KIKK Festival | |
KIKK Festival is a mix of technology, visual arts, music, Architecture, design and interactive media |
Skylight | |
Web app profiling tool. | |
CloudHero | |
Secure Docker Container as a Service For Developers (beta, free container for now). |
pgslice | |
Postgres partitioning tool. | |
Pagelet_rails | |
Improve perceived performance of your rails application with minimum effort | |
Tlaw | |
Pragmatic API wrapper framework. | |
Optimize-js | |
Optimize a JavaScript file for faster initial load by wrapping eagerly-invoked functions | |
Gallium | |
Build desktop applications in Go and HTML. Kinda like Electron. | |
Sqlint | |
Simple SQL linter | |
Pageflow | |
Multimedia story telling for the web. | |
BedquiltDB | |
JSON document-store built on PostgreSQL. |
Microservices using Rails, HTTP and RabbitMQ | sep 19 |
Example of decoupling an app to micro services. | |
Programs that rewrite Ruby programs | sep 20 |
Several gems that convert or edit your code based on syntax upgrade or linting. | |
DRYing Up Your Ruby Module | sep 20 |
Refactor a Ruby module and see the DRY principle in action | |
Understanding REST And RPC For HTTP APIs | sep 20 |
Knowing the differences between REST and RPC. | |
A couple of words about interactors in Rails | sep 21 |
How to structure a Ruby on Rails applications following Domain Driven Design. | |
9 Underutilized Features in CSS | sep 22 |
There are many old, often-overlooked features in CSS specs which offer some very handy functionality. | |
Chatbots: Your Ultimate Prototyping Tool | sep 22 |
How chatbots can teach us to learn what people need when designing products and services. |
The Container Revolution: Reflections After the First Decade | sep 18 |
Bryan Cantrill, CTO at Joyent The Container Revolution: Reflections After the First Decade The meteoric rise of Docker brought containers into the limelight. | |
Applying Graph Theory to Infrastructure | sep 18 |
Paul Hinze, Director of Infrastructure at HashiCorp Applying Graph Theory to Infrastructure. |
Next friday, I've been told that I have to stop working for 2 weeks. Well, for people that have a normal life and/or kids, it's a pretty good news. For people that get heavy pressure from their work, it can give some air. But I wondered why I didn't feel like I ever felt the need for holidays. I take them by principle, but I'm usually not really eager to get them.

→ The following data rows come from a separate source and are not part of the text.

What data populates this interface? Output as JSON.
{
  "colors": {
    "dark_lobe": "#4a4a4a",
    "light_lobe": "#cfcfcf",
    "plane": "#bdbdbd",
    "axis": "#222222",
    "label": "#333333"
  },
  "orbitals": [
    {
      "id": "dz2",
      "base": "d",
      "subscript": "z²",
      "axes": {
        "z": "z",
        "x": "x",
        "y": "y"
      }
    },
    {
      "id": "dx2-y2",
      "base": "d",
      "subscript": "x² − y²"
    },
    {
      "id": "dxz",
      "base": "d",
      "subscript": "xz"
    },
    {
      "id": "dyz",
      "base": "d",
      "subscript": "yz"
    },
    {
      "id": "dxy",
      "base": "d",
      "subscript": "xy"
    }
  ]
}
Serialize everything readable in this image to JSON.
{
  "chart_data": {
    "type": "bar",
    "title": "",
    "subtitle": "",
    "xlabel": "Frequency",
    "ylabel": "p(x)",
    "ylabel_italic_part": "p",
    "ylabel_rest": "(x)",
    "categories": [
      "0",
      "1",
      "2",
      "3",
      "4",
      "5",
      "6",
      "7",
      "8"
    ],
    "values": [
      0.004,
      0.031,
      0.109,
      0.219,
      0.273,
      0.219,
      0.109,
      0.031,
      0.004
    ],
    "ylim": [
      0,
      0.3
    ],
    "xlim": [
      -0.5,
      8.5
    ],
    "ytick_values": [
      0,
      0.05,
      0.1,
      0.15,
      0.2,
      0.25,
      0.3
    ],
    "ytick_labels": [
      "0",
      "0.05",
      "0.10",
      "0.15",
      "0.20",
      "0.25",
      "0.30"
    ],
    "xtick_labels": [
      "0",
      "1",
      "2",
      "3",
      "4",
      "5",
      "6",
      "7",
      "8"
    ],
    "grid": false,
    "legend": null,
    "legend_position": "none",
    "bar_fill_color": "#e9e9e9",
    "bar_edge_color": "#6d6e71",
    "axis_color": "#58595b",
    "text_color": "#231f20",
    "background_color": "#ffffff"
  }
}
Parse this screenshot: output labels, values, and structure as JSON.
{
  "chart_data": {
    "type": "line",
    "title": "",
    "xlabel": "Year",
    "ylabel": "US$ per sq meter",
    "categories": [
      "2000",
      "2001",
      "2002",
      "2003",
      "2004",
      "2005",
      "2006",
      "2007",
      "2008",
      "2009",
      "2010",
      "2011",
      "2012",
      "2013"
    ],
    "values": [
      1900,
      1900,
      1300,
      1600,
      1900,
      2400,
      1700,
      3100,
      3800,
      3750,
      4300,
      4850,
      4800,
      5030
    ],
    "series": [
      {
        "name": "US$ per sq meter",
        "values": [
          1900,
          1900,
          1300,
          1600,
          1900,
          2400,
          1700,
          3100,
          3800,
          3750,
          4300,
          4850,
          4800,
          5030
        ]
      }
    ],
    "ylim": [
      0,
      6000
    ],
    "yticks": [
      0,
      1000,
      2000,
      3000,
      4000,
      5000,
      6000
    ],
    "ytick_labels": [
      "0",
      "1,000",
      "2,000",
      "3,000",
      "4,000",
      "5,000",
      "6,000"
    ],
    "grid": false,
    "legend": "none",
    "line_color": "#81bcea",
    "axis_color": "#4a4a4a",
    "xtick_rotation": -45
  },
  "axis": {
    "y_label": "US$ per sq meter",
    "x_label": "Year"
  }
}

After some consideration, it all sums up to some kind of discipline. I refuse stress on a daily basis. I want each day at work to be enjoyable and debt-free. It's a bad news for some category of employers. The same way those consider it's acceptable to accumulate technical debt, they apply the same principle on human-life debt. Put people under pressure, get a loan on their health, that will never be repaid. So, I just refuse pressure, the same way I would refuse to eat meat if I was really vegetarian (which I am only part-time).
Really I have more trouble with holidays because they bring a gap in the continuity of work. You get back and there is a lot to catch up on. I would prefer to have just one hour work less per day than week-long breaks. But that's just me. It would be totally different if I wanted to travel for fun or if I had kids. My case is not reproducible.
But the baseline remains valid. whether you have plans or not for holidays, they should not be required for having a balanced life. Stress has to be fought on a daily basis and not by using breaks. Breaks, in such case, are even more enjoyable, if you have the context for it.
The best way I know to push stress away is to put my efforts into what I do, in a way that I'm self-aware that I'm really doing what I can to fulfill my duties. If someone is not happy about the output, that's their problem not mine. If it leads to some awkward context, then it's broken and I will reach out to find a better work context. I apply that principle for more than 20 years now and I can't remember last time I felt stressed.